And history has a way of repeating itself. Luther appeared when his appearance and bold championship of what he conceived to be the Truth, were badly needed. Daya Nanda appeared in India, when it was time that the stagnant pools of a decadent tradition must be troubled. Both had great strength of will, tenacity of purpose, personal magnetism of an extraordinary kind, and a bold, far reaching vision. Both had their conception of truth, limited by the theological pre-conceptions peculiar to their respective epochs and countries, and both made a dash forward in the direction of progress and achieved a considerable measure of emancipation.
" Yesterday was the four-hundredth anniversary," says The Times Literary Supplement of ist November, 1917, " of a religious action which convulsed the whole life of Europe and started movements which have revolutionised the course of history. On the eve of All Saints' Day, 1517, an Augustinian monk, who was also an influential professor in the young University of Wittenberg, in Saxony, affixed to the door of the University Church of All Saints ninety five theses, or propositions ' from love and zeal for the elucidation of truth.' " No less startling and epoch-making was the day when Swami Daya Nanda Saraswati, fearlessly proclaimed, on November 17th, 1879, before a vast assemblage of Hindus, presided over by the Maharajah of Benares, that polytheism was a monstrous fraud devised by priests that were blind leaders of the blind ; that caste, that iniquitous system that has lain like an incubus on social relations in India, was originally designed to be only a scientific division of labour on the basis of inherited and developed skill,and on the various aptitudes that people respectively acquired ; that ancient Hindu women were free and equals of men, entitled to respect, honour and the fullest use of their oppor tunities ; that only those could be called priests that were pure, learned and industrious ; that social degradation was possible only by reason of wasted talent and atrophied powers ; that social elevation to the highest caste of the twice-born was open, even according to Manu's Dharama Shastra to the meanest of pariahs ; that India's downfall was owing to her disloyalty to her splendid heritage ; that the path of salvation lay along a restored loyalty to the priceless revelations of truth as embodied in the Vedas.
The people listened with tense interest. Priests had mustered in strength from all parts of India, men of renown and vast erudition, whose very names were uttered with bated breath. Grammarians and schoolmen too, that never tired of verbal jugglery and the infinite conjugations of sacred verbs. It was, indeed, an ordeal by battle, the unpopular David meeting the Goliaths of the old order in mortal combat, confident that on his heroic stand hung the issues of the day. A good deal of hair-splitting distinctions were made as also a brave display of sham learning.
Amid ridicule and jeers, the verdict of the assembly was given against the enthusiastic reformer. His enemies made an open show of his supposed defeat when he stumbled upon some phrases, in an attempt to give a reply that might have silenced their clamour.
He was given no time ; so with loud acclaims of victory, the throng left the vanquished hero.
There are very interesting side-issues which might be profitably discussed perhaps in another book such as : What part has idolatry played in moulding the Hindu tradition ? Is it possible to conceive of idolatry as " the outward symbol of an inward grace " and as part of the Hindu's artistic heritage, quite apart from religious considerations ? Does the Hindu worshipper when he bows down before an idol, consciously pay homage to the idol as if it were to him a god in its own essence, by its own virtue, so to speak, or only as a symbol reflecting one or more of the numerous attributes of divinity ? The elaborate ritual and the extremely fascinating though complicated ceremonial of both the Roman and High Anglican Churches might possibly suggest points of affinity, however remote or far-fetched the affinity, with Hindu rites. Is it desirable to retain the one as artistic accompaniments to religious worship, as the paraphernalia of outward, co-operate devotion, and at the same time to denounce even the less gross and more pardonable forms of idolatry as debasing, in the name, both of rationalism and pure, undefiled religion ? But, quite obviously, the above issues are altogether beyond the scope of the present book, which deals with outstanding facts and forces, and views these facts and forces, and passes judg ments on their result according as they make the convergence towards national solidarity easier or else thwart and hamper unification.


**What to produce:** Scan the listing beneath this sentence. Report each line with the word "Image".

**Provided entries:**
========

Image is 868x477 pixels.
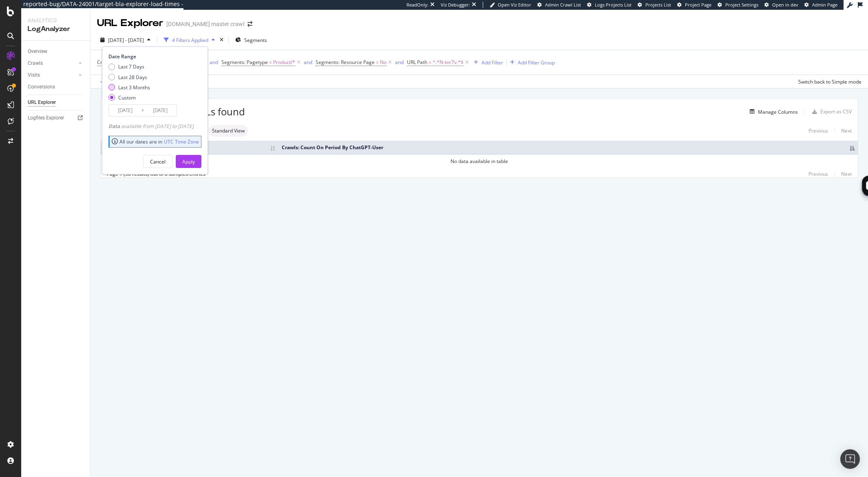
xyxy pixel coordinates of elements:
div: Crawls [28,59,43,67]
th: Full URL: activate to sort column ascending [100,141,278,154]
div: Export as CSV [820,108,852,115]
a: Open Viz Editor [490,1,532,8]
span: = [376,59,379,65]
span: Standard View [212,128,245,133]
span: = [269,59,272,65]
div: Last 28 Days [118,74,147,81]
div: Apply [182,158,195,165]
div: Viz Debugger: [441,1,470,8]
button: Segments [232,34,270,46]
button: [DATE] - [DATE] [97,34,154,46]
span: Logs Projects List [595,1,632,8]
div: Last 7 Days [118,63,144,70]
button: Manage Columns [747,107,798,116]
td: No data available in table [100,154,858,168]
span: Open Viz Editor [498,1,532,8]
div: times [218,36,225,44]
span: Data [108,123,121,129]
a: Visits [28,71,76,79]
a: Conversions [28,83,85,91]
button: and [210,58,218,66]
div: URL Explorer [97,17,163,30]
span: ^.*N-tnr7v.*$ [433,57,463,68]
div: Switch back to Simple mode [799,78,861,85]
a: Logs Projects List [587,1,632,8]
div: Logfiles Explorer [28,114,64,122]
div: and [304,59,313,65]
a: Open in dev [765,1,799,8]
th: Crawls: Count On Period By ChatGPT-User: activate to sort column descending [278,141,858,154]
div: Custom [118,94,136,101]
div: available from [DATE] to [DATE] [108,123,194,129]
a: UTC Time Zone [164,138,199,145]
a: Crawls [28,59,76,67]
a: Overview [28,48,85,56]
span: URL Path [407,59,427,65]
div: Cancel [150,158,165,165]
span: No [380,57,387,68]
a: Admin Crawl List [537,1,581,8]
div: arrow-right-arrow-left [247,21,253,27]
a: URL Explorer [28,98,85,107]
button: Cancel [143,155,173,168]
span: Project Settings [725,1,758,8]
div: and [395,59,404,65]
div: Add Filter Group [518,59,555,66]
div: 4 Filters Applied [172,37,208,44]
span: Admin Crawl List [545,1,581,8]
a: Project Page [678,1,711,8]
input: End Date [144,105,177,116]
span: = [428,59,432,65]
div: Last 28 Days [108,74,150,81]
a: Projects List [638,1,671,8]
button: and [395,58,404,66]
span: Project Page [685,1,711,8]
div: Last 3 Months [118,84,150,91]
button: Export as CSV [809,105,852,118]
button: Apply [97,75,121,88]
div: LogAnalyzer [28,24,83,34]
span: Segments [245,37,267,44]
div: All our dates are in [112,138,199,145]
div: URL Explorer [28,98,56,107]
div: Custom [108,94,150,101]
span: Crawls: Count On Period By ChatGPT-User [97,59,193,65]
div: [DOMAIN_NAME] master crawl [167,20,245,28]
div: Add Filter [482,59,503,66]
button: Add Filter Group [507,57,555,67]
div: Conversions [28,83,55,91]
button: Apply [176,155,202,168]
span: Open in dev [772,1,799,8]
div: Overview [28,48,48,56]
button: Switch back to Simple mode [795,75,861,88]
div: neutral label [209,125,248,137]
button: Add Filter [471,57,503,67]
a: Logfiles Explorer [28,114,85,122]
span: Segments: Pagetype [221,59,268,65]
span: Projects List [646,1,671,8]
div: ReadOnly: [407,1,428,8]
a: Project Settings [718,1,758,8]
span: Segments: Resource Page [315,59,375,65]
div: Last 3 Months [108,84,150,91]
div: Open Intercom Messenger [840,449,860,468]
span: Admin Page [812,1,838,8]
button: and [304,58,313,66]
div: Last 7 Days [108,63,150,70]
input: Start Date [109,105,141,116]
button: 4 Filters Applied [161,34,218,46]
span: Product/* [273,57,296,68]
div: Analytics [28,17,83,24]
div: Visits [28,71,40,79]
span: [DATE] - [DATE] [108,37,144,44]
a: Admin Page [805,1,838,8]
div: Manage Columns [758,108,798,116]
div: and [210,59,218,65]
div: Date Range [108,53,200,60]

========

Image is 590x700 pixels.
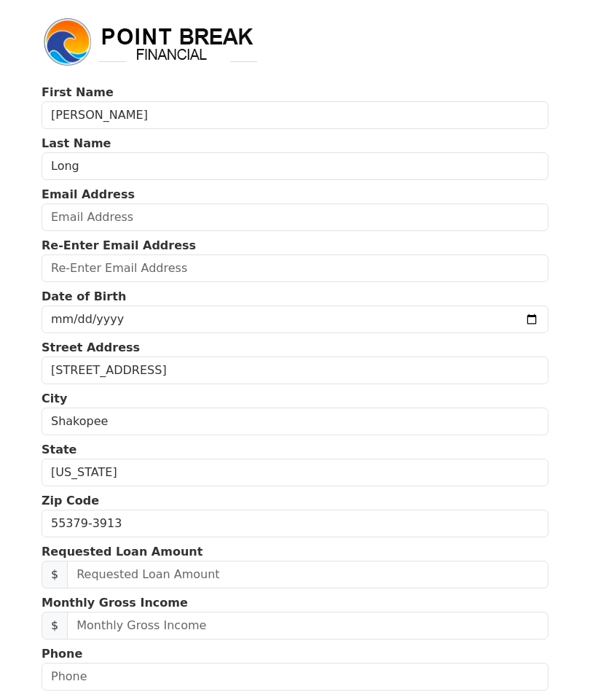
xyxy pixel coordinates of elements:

========

**Result:**
Image is 868x477 pixels.
Image is 590x700 pixels.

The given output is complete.